Drawing on four decades of scientific research on human motivation, Pink exposes the mismatch between what science knows and what business does–and how that affects every aspect of our lives. He demonstrates that while the old-fashioned carrot-and-stick approach worked successfully in the 20th century, it’s precisely the wrong way to motivate people for today’s challenges. In Drive, he reveals the three elements of true motivation:

*Autonomy– the desire to direct our own lives
*Mastery– the urge to get better and better at something that matters
*Purpose– the yearning to do what we do in the service of something larger than ourselves

Along the way, he takes us to companies that are enlisting new approaches to motivation and introduces us to the scientists and entrepreneurs who are pointing a bold way forward.

Drive is bursting with big ideas– the rare book that will change how you think and transform how you live.

See also: Drive excerpt, author’s website

Comments (0) - happiness,new books,psychology

new John Searle book – ‘Making the Social World’

December 27, 2009

Making the Social World

Something more to celebrate this holiday season — a new book by the eminent philosopher John Searle, Making the Social World: The Structure of Human Civilization (Oxford University Press, 2010)

(link for UK)

Product information from the publisher:

There are few more important philosophers at work today than John Searle, a creative and contentious thinker who has shaped the way we think about mind and language.
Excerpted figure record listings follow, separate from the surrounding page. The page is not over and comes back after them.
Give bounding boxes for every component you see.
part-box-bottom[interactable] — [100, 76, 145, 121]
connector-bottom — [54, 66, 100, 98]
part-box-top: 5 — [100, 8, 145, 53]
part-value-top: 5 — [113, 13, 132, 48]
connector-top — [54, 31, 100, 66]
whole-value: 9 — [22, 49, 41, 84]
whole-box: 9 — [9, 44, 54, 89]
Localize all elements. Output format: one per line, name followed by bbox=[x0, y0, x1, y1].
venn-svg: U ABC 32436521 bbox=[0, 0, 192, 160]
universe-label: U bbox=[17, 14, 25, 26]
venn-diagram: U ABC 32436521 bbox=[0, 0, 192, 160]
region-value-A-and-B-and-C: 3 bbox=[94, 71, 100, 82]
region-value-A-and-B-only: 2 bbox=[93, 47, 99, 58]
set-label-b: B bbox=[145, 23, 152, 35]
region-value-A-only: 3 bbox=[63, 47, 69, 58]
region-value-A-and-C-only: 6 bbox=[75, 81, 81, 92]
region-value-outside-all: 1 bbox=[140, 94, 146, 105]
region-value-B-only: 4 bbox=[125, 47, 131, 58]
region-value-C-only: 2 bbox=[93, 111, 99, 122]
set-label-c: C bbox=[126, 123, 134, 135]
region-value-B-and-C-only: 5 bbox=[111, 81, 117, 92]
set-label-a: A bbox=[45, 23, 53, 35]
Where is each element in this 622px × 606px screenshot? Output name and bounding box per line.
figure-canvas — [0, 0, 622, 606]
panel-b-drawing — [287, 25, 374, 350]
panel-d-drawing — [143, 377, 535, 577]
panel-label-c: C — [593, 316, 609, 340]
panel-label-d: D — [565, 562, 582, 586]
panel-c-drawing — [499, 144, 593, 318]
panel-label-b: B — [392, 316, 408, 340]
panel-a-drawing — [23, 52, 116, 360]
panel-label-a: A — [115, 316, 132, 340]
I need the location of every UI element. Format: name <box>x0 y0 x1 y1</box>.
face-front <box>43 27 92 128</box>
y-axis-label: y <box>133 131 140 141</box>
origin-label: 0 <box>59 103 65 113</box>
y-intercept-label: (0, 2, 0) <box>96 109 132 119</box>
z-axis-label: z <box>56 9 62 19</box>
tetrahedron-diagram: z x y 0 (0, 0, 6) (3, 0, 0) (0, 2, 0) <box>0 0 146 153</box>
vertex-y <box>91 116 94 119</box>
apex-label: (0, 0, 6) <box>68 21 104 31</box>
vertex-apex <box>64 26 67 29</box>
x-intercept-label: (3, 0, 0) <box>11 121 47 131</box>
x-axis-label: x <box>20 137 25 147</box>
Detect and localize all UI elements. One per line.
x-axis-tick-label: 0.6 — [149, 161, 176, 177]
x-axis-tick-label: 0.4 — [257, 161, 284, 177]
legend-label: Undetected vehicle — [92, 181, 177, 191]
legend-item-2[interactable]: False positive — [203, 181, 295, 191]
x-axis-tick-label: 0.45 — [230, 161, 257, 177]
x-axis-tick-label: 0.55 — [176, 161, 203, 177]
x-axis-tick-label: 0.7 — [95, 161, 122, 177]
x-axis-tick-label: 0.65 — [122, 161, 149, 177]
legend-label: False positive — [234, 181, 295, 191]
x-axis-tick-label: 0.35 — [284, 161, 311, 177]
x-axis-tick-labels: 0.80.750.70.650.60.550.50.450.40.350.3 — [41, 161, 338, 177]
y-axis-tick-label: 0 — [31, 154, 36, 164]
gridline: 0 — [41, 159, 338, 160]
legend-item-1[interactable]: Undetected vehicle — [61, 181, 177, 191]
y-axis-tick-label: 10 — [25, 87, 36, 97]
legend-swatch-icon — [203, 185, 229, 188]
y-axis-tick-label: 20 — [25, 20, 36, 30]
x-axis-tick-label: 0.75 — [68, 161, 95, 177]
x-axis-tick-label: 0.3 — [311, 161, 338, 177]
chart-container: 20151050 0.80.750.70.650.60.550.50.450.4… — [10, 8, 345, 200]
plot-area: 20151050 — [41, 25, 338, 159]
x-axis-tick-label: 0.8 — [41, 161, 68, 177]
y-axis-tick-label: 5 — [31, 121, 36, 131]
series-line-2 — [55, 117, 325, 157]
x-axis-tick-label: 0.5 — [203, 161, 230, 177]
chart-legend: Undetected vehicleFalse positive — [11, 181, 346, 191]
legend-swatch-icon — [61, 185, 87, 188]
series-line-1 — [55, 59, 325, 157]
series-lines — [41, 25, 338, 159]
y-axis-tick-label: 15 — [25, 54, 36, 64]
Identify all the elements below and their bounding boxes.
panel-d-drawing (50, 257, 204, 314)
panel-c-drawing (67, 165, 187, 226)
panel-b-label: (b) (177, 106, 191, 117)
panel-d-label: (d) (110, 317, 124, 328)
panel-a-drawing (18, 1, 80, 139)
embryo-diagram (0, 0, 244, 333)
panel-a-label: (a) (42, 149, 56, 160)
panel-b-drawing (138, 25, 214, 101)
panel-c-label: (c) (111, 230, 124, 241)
Now he offers a profound understanding of how we create a social reality–a reality of money, property, governments, marriages, stock markets and cocktail parties.
The paradox he addresses in Making the Social World is that these facts only exist because we think they exist and yet they have an objective existence. Continuing a line of investigation begun in his earlier book The Construction of Social Reality, Searle identifies the precise role of language in the creation of all “institutional facts.” His aim is to show how mind, language and civilization are natural products of the basic facts of the physical world described by physics, chemistry and biology. Searle explains how a single linguistic operation, repeated over and over, is used to create and maintain the elaborate structures of human social institutions. These institutions serve to create and distribute power relations that are pervasive and often invisible. These power relations motivate human actions in a way that provides the glue that holds human civilization together.
Searle then applies the account to show how it relates to human rationality, the freedom of the will, the nature of political power and the existence of universal human rights. In the course of his explication, he asks whether robots can have institutions, why the threat of force so often lies behind institutions, and he denies that there can be such a thing as a “state of nature” for language-using human beings.

Dr Searle’s Fall 2009 lectures on the philosophy of society are available as podcasts from UC Berkeley.

Comments (4) - culture,new books

new book – ‘The Perfect Swarm: The Science of Complexity in Everyday Life’

December 13, 2009

The Perfect Swarm: The Science of Complexity in Everyday Life by Len Fisher (Basic Books, 2009)

(link for UK)

The Perfect Swarm

One of the greatest discoveries of recent times is that the complex patterns we find in life are often produced when all of the individuals in a group follow the same simple rule. This process of “self-organization” reveals itself in the inanimate worlds of crystals and seashells, but as Len Fisher shows, it is also evident in living organisms, from fish to ants to human beings. The coordinated movements of fish in shoals, for example, arise from the simple rule: “Follow the fish in front.” Traffic flow arises from simple rules: “Keep your distance” and “Keep to the right.”

Now, in his new book, Fisher shows how we can manage our complex social lives in an ever more chaotic world. His investigation encompasses topics ranging from “swarm intelligence” to the science of parties and the best ways to start a fad. Finally, Fisher sheds light on the beauty and utility of complexity theory. An entertaining journey into the science of everyday life, The Perfect Swarm will delight anyone who wants to understand the complex situations in which we so often find ourselves.